| Task objective |
There are pictures in the records below; leave them out and set down exactly the lines from the one holding "What do you" through the one holding "The image size is (784, 441).".

| Data provided |

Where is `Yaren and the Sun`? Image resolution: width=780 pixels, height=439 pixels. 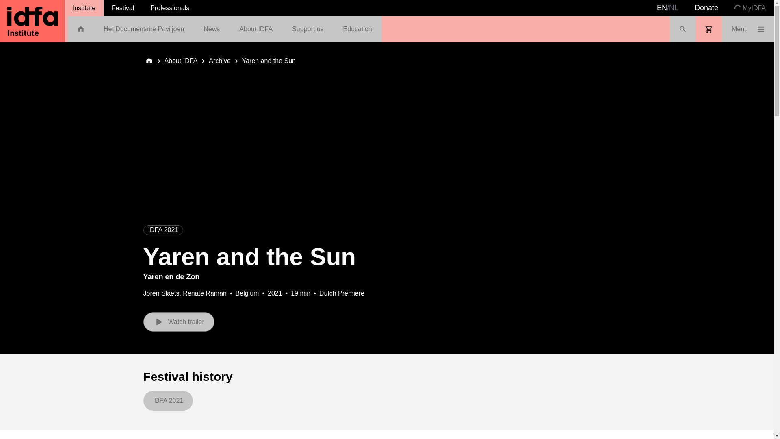 Yaren and the Sun is located at coordinates (268, 61).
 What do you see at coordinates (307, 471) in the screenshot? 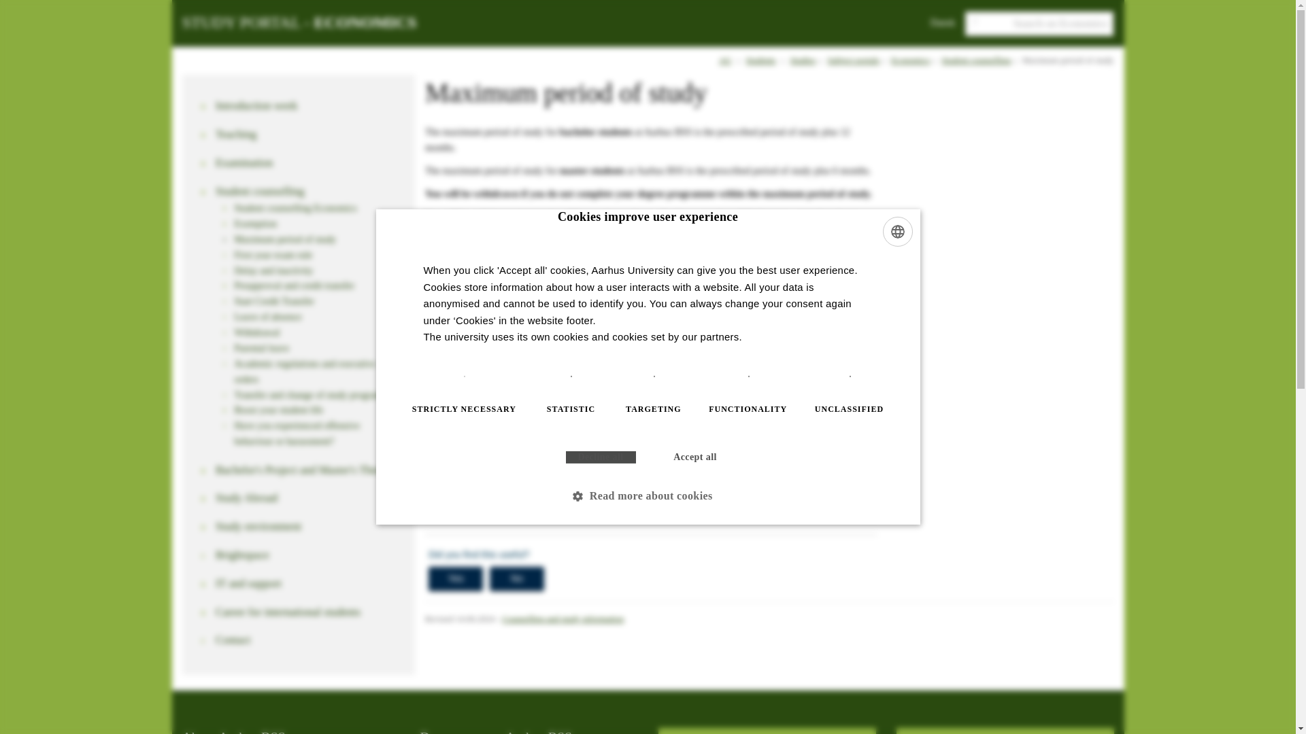
I see `Bachelor's Project and Master's Thesis` at bounding box center [307, 471].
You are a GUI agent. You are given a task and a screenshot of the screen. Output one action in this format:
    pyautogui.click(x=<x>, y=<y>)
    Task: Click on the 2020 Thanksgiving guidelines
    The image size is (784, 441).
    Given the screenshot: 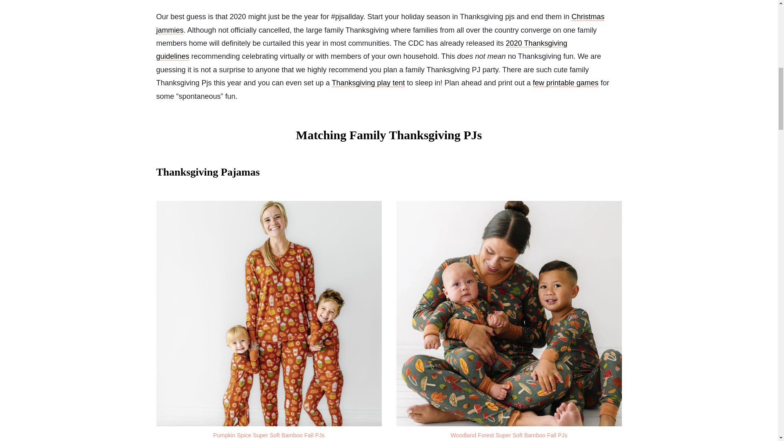 What is the action you would take?
    pyautogui.click(x=361, y=50)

| Exercise solution |
 What do you see at coordinates (307, 471) in the screenshot? 
I see `Bachelor's Project and Master's Thesis` at bounding box center [307, 471].
You are a GUI agent. You are given a task and a screenshot of the screen. Output one action in this format:
    pyautogui.click(x=<x>, y=<y>)
    Task: Click on the 2020 Thanksgiving guidelines
    The image size is (784, 441).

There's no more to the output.